In comments after his son was killed by police, Mateen made remarks that seemed to condemn homosexuality on religious grounds, but he subsequently tried to walk them back, suggesting that while he might not personally approve of homosexuality, it was no basis for his son to kill 49 people.

“He doesn’t have the right, nobody has the right to harm anything, anybody,” Mateen told CBS News. “What a person’s lifestyle is, is up to him. It’s a free country. Everybody has their own choice to live the way they want to live.”

And yet his support for the Taliban stands in stark contrast to such live-and-let-live attitudes. The group is notoriously homophobic and has murdered gay men.

Omar Mateen was surely aware of his father’s political views. And according to men who knew the son and said they had talked with him in gay clubs in Orlando, he complained about his strict father.

For his part, Seddique Mateen has insisted that he knows his son wasn’t gay. “He wasn’t gay.
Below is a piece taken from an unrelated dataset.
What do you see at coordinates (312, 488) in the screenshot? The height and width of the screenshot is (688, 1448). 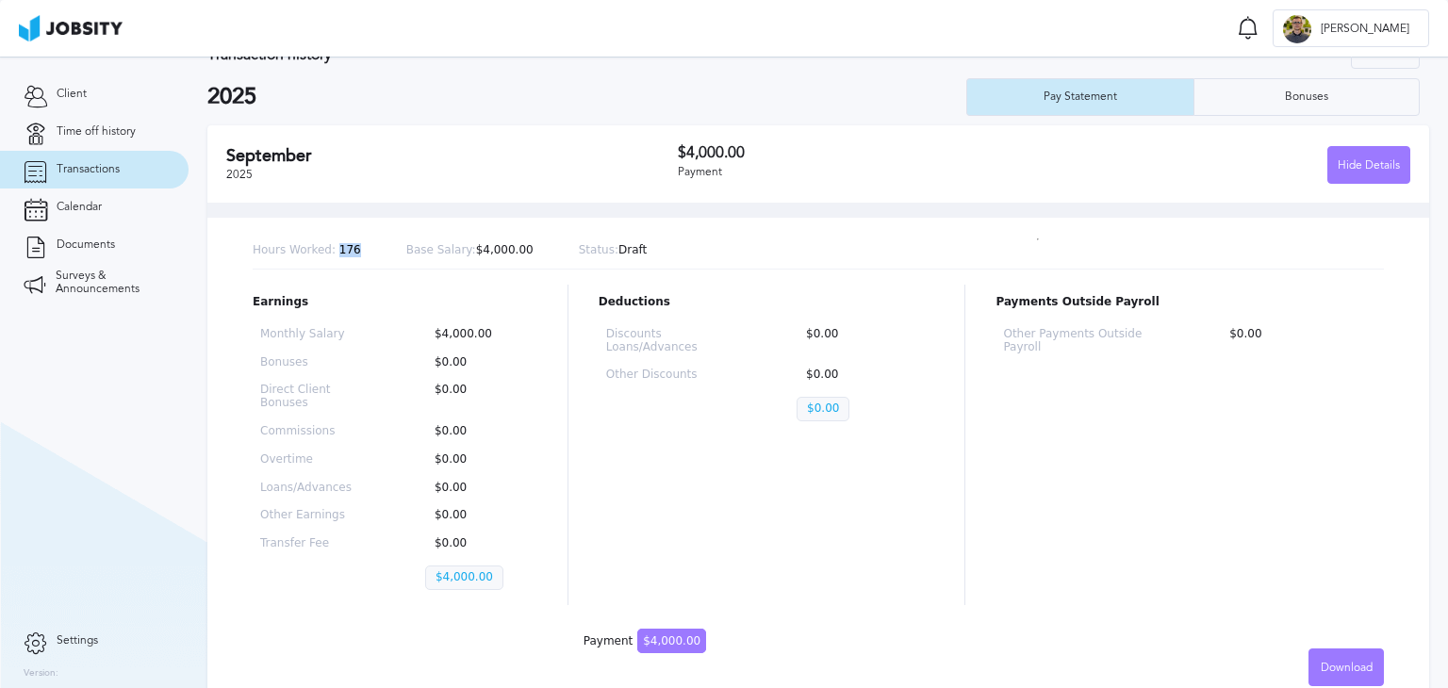 I see `p: Loans/Advances` at bounding box center [312, 488].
I know 90 percent, 95 percent,” Mateen told The Advocate, the influential LGBT news publication. Mateen doesn’t deny that Omar may have gone to gay clubs. “Based on what I’m thinking of, he must have gone scouting or something,” he said, in preparation for the attacks.

But in the interview, Mateen acknowledged that his son—whose childhood misbehaviors he had defended—clearly had hidden a lot about himself. The father said had thought the two were close. “But he fooled me,” Mateen said.

Federal investigators don't seem convinced. On Friday, Mateen was placed on the federal no-fly list, along with Mateen’s widow, Noor Salman, who has given conflicting accounts about what she knew of Mateen’s plans before the attack. Prosecutors are reportedly bringing evidence to a grand jury, an indication that they intend to charge Salman.